Entry #1 (CG)
Late to the game, but here nonetheless!
A recurring thought or theme I found apparent in the first set of readings was the formation of identity. When I read Mellix, I thought back to similar experiences while I worked at Disneyland and attended college. I went from being comfortable in my home town community that shared similar cultural experiences and literacies as I did to entering a melting pot of cultures and discovering new discourses that I'd never enter otherwise. Sometimes, I found it very hard to enter conversations with other people because I did not share in their experiences. Although Mellix discusses a back-and-forth between formal and informal English, I still connect to her in a similar sense when I was trying to establish my identity between juggling school and academia, working at Disneyland, and attempting to involve myself with people who did not share my own experiences. I felt like I spoke my own language that others could not understand, and that frustrated me deeply because I wanted my voice to be heard and understood. I tried imagining how many students enter the classroom feeling like they cannot enter the conversation because they have never been exposed to the conversations or experiences being dominated by the teacher or other students.
Shen further discusses identity within the process of breaking apart from her old identity into a new, Western identity. Students, like teachers, wear many "hats" or identities at once (both inside and outside the classroom) never realizing that formulating a singular identity is the culmination of a perfect balance between these hats. Personally, I don't try to distinguish my teacher persona as any different than my student persona or my personal persona because I have learned to be confident enough and knowledgeable enough to know when I must differentiate between them, and I think that is the balance that Shen alludes to. Further, whereas Mellix explores the power dynamics between the formal and informal, Shen showcases similar power dynamics between the illogical vs alogical approaches to writing as well as how Western pedagogical approaches can undermine or devalue non-Western approaches. Shen really blew my mind and made me self-conscious about the way I impede the writing process of my students who may have been taught one way while I try to get them to write in my way. I am equally frustrated because now I also feel sheltered or cut off from knowing different global perspectives to types of writing, like yijing. Shen helped me consider identity on a deeper level than simply overburdening students to "be creative... but not like that."
Above all, these readings made me contemplate the way teachers help students form their identities through writing. Personally, it does not help me to think, "Oh, just let them express themselves creatively," or, "Let them be open to write what they want." These readings do remind me to think of students like people who have a strong understanding of their own identities and literacies, and honing those literacies and teaching them more-so that their voice has power must be more beneficial than approaching their learning process as something other than wrong or simply "just not it." Easier said than done, right?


### What you should do
Return the records as they stand. No picture is to be included.

Data tied to figure images
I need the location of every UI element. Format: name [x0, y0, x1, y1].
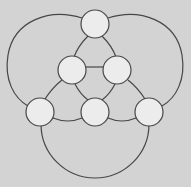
edge-midleft-bottomcenter — [75, 84, 88, 100]
node-mid-right — [103, 56, 131, 84]
edge-midleft-bottomleft — [45, 80, 62, 99]
graph-diagram — [0, 0, 191, 187]
node-mid-left — [58, 56, 86, 84]
edge-bottomcenter-bottomright — [108, 118, 136, 121]
nodes — [26, 10, 163, 126]
edge-outer-bottom-arc — [41, 124, 149, 178]
edge-bottomleft-bottomcenter — [53, 118, 82, 121]
edge-top-midright — [102, 36, 116, 57]
node-top — [81, 10, 109, 38]
node-bottom-left — [26, 98, 54, 126]
edges — [7, 15, 183, 178]
edge-midright-bottomcenter — [102, 84, 115, 100]
edge-top-midleft — [74, 36, 88, 57]
node-bottom-center — [81, 98, 109, 126]
node-bottom-right — [135, 98, 163, 126]
edge-midright-bottomright — [128, 80, 145, 99]
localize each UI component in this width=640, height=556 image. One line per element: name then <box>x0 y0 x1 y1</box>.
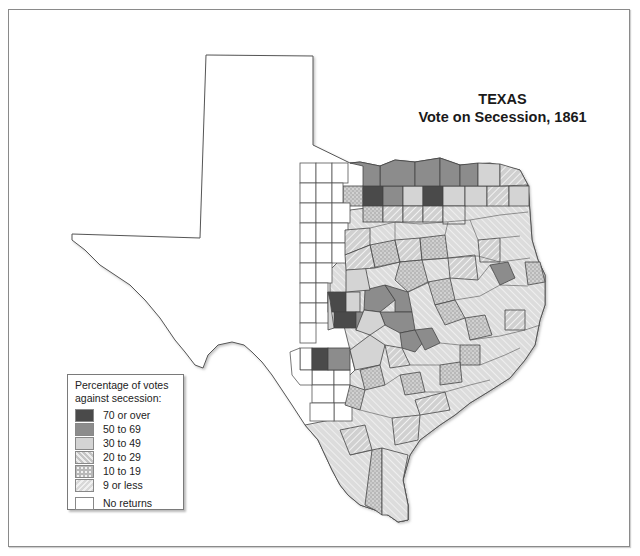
swatch-light <box>75 437 94 450</box>
swatch-light-hatch <box>75 479 94 492</box>
title-line-2: Vote on Secession, 1861 <box>415 108 590 126</box>
legend-label: 30 to 49 <box>103 437 141 450</box>
swatch-medium <box>75 423 94 436</box>
swatch-dots <box>75 465 94 478</box>
legend-item-50-69: 50 to 69 <box>75 422 152 436</box>
title-line-1: TEXAS <box>415 90 590 108</box>
swatch-hatch <box>75 451 94 464</box>
legend-label: No returns <box>103 497 152 510</box>
legend-item-70-plus: 70 or over <box>75 408 152 422</box>
legend-item-9-or-less: 9 or less <box>75 478 152 492</box>
swatch-white <box>75 497 94 510</box>
legend-label: 9 or less <box>103 479 143 492</box>
swatch-dark <box>75 409 94 422</box>
legend-label: 20 to 29 <box>103 451 141 464</box>
legend: Percentage of votes against secession: 7… <box>67 374 184 510</box>
legend-item-30-49: 30 to 49 <box>75 436 152 450</box>
legend-item-no-returns: No returns <box>75 496 152 510</box>
legend-items: 70 or over 50 to 69 30 to 49 20 to 29 10… <box>75 408 152 510</box>
map-title: TEXAS Vote on Secession, 1861 <box>415 90 590 126</box>
legend-label: 10 to 19 <box>103 465 141 478</box>
legend-item-20-29: 20 to 29 <box>75 450 152 464</box>
legend-item-10-19: 10 to 19 <box>75 464 152 478</box>
legend-title: Percentage of votes against secession: <box>75 379 183 405</box>
legend-label: 50 to 69 <box>103 423 141 436</box>
legend-label: 70 or over <box>103 409 150 422</box>
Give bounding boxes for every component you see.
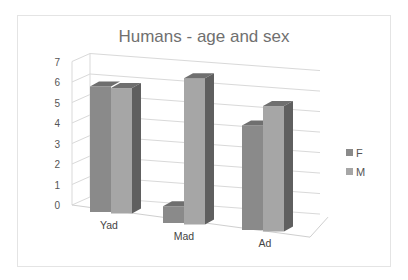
y-tick-label: 0 xyxy=(54,200,60,211)
chart-legend: F M xyxy=(346,143,365,181)
bar-yad-m xyxy=(111,88,132,213)
legend-item-f: F xyxy=(346,143,365,162)
y-tick-label: 7 xyxy=(54,57,60,68)
legend-swatch-m xyxy=(346,168,353,175)
x-category-label: Ad xyxy=(259,237,272,249)
bar-yad-f xyxy=(90,87,111,212)
y-tick-label: 2 xyxy=(54,159,60,170)
legend-item-m: M xyxy=(346,162,365,181)
y-tick-label: 3 xyxy=(54,139,60,150)
bar-mad-m xyxy=(184,78,205,224)
y-tick-label: 6 xyxy=(54,77,60,88)
bar-ad-m xyxy=(263,106,284,231)
chart-plot-area: 01234567YadMadAd xyxy=(0,0,408,280)
x-category-label: Yad xyxy=(100,219,118,231)
legend-swatch-f xyxy=(346,149,353,156)
legend-label-m: M xyxy=(356,166,365,178)
x-category-label: Mad xyxy=(174,230,195,242)
legend-label-f: F xyxy=(356,147,363,159)
y-tick-label: 4 xyxy=(54,118,60,129)
y-tick-label: 5 xyxy=(54,98,60,109)
bar-mad-f xyxy=(163,206,184,223)
y-tick-label: 1 xyxy=(54,180,60,191)
bar-ad-f xyxy=(242,125,263,230)
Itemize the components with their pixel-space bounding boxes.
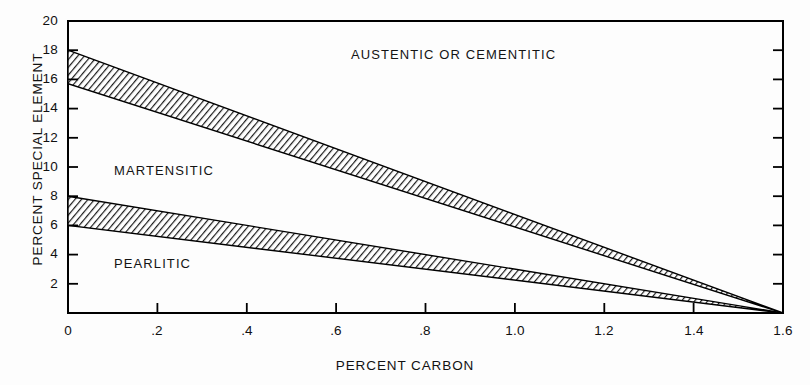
region-label-austentic: AUSTENTIC OR CEMENTITIC: [351, 47, 556, 62]
y-axis-title: PERCENT SPECIAL ELEMENT: [30, 53, 45, 266]
x-axis-title: PERCENT CARBON: [0, 358, 810, 373]
band-pearlite-martensite: [68, 196, 783, 313]
x-tick-label-0: 0: [46, 323, 90, 338]
x-tick-label-1-0: 1.0: [493, 323, 537, 338]
x-tick-label-1-2: 1.2: [582, 323, 626, 338]
x-axis-ticks: [157, 303, 693, 313]
x-tick-label-0-8: .8: [403, 323, 447, 338]
band-martensite-austenite: [68, 50, 783, 313]
x-tick-label-1-4: 1.4: [672, 323, 716, 338]
x-tick-label-1-6: 1.6: [761, 323, 805, 338]
x-tick-label-0-4: .4: [225, 323, 269, 338]
x-tick-label-0-6: .6: [314, 323, 358, 338]
chart-figure: 20 18 16 14 12 10 8 6 4 2 0 .2 .4 .6 .8 …: [0, 0, 810, 385]
region-label-martensitic: MARTENSITIC: [114, 163, 214, 178]
region-label-pearlitic: PEARLITIC: [114, 256, 191, 271]
right-axis-ticks: [773, 21, 783, 284]
x-tick-label-0-2: .2: [135, 323, 179, 338]
y-axis-title-wrapper: PERCENT SPECIAL ELEMENT: [28, 4, 46, 314]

### Answer to the problem
I need the location of every UI element. Format: name [x0, y0, x1, y1].
edge-midleft-bottomcenter — [75, 84, 88, 100]
node-mid-right — [103, 56, 131, 84]
edge-midleft-bottomleft — [45, 80, 62, 99]
graph-diagram — [0, 0, 191, 187]
node-mid-left — [58, 56, 86, 84]
edge-bottomcenter-bottomright — [108, 118, 136, 121]
nodes — [26, 10, 163, 126]
edge-outer-bottom-arc — [41, 124, 149, 178]
edge-bottomleft-bottomcenter — [53, 118, 82, 121]
edge-top-midright — [102, 36, 116, 57]
node-top — [81, 10, 109, 38]
node-bottom-left — [26, 98, 54, 126]
edges — [7, 15, 183, 178]
edge-midright-bottomcenter — [102, 84, 115, 100]
edge-top-midleft — [74, 36, 88, 57]
node-bottom-center — [81, 98, 109, 126]
node-bottom-right — [135, 98, 163, 126]
edge-midright-bottomright — [128, 80, 145, 99]
localize each UI component in this width=640, height=556 image. One line per element: name then <box>x0 y0 x1 y1</box>.
swatch-light <box>75 437 94 450</box>
swatch-light-hatch <box>75 479 94 492</box>
title-line-2: Vote on Secession, 1861 <box>415 108 590 126</box>
legend-label: 30 to 49 <box>103 437 141 450</box>
swatch-medium <box>75 423 94 436</box>
swatch-dots <box>75 465 94 478</box>
legend-item-50-69: 50 to 69 <box>75 422 152 436</box>
title-line-1: TEXAS <box>415 90 590 108</box>
swatch-hatch <box>75 451 94 464</box>
legend-label: No returns <box>103 497 152 510</box>
legend-item-70-plus: 70 or over <box>75 408 152 422</box>
legend-item-9-or-less: 9 or less <box>75 478 152 492</box>
swatch-white <box>75 497 94 510</box>
legend-label: 9 or less <box>103 479 143 492</box>
swatch-dark <box>75 409 94 422</box>
legend-label: 20 to 29 <box>103 451 141 464</box>
legend: Percentage of votes against secession: 7… <box>67 374 184 510</box>
legend-item-30-49: 30 to 49 <box>75 436 152 450</box>
legend-item-no-returns: No returns <box>75 496 152 510</box>
legend-items: 70 or over 50 to 69 30 to 49 20 to 29 10… <box>75 408 152 510</box>
map-title: TEXAS Vote on Secession, 1861 <box>415 90 590 126</box>
legend-label: 10 to 19 <box>103 465 141 478</box>
legend-item-20-29: 20 to 29 <box>75 450 152 464</box>
legend-item-10-19: 10 to 19 <box>75 464 152 478</box>
legend-title: Percentage of votes against secession: <box>75 379 183 405</box>
legend-label: 50 to 69 <box>103 423 141 436</box>
legend-label: 70 or over <box>103 409 150 422</box>
Give bounding boxes for every component you see.
y-tick-label: 0 xyxy=(54,200,60,211)
chart-legend: F M xyxy=(346,143,365,181)
bar-yad-m xyxy=(111,88,132,213)
legend-item-f: F xyxy=(346,143,365,162)
y-tick-label: 7 xyxy=(54,57,60,68)
legend-swatch-m xyxy=(346,168,353,175)
x-category-label: Ad xyxy=(259,237,272,249)
bar-yad-f xyxy=(90,87,111,212)
y-tick-label: 2 xyxy=(54,159,60,170)
legend-item-m: M xyxy=(346,162,365,181)
y-tick-label: 3 xyxy=(54,139,60,150)
bar-mad-m xyxy=(184,78,205,224)
y-tick-label: 6 xyxy=(54,77,60,88)
bar-ad-m xyxy=(263,106,284,231)
chart-plot-area: 01234567YadMadAd xyxy=(0,0,408,280)
x-category-label: Yad xyxy=(100,219,118,231)
legend-swatch-f xyxy=(346,149,353,156)
legend-label-m: M xyxy=(356,166,365,178)
x-category-label: Mad xyxy=(174,230,195,242)
legend-label-f: F xyxy=(356,147,363,159)
y-tick-label: 4 xyxy=(54,118,60,129)
y-tick-label: 5 xyxy=(54,98,60,109)
bar-mad-f xyxy=(163,206,184,223)
y-tick-label: 1 xyxy=(54,180,60,191)
bar-ad-f xyxy=(242,125,263,230)
Itemize the components with their pixel-space bounding boxes.
region-label-austentic: AUSTENTIC OR CEMENTITIC: [351, 47, 556, 62]
y-axis-title: PERCENT SPECIAL ELEMENT: [30, 53, 45, 266]
x-axis-title: PERCENT CARBON: [0, 358, 810, 373]
band-pearlite-martensite: [68, 196, 783, 313]
x-tick-label-0: 0: [46, 323, 90, 338]
x-tick-label-1-0: 1.0: [493, 323, 537, 338]
x-tick-label-1-2: 1.2: [582, 323, 626, 338]
x-axis-ticks: [157, 303, 693, 313]
x-tick-label-0-8: .8: [403, 323, 447, 338]
band-martensite-austenite: [68, 50, 783, 313]
x-tick-label-1-4: 1.4: [672, 323, 716, 338]
x-tick-label-1-6: 1.6: [761, 323, 805, 338]
x-tick-label-0-4: .4: [225, 323, 269, 338]
x-tick-label-0-6: .6: [314, 323, 358, 338]
chart-figure: 20 18 16 14 12 10 8 6 4 2 0 .2 .4 .6 .8 …: [0, 0, 810, 385]
region-label-martensitic: MARTENSITIC: [114, 163, 214, 178]
region-label-pearlitic: PEARLITIC: [114, 256, 191, 271]
right-axis-ticks: [773, 21, 783, 284]
x-tick-label-0-2: .2: [135, 323, 179, 338]
y-axis-title-wrapper: PERCENT SPECIAL ELEMENT: [28, 4, 46, 314]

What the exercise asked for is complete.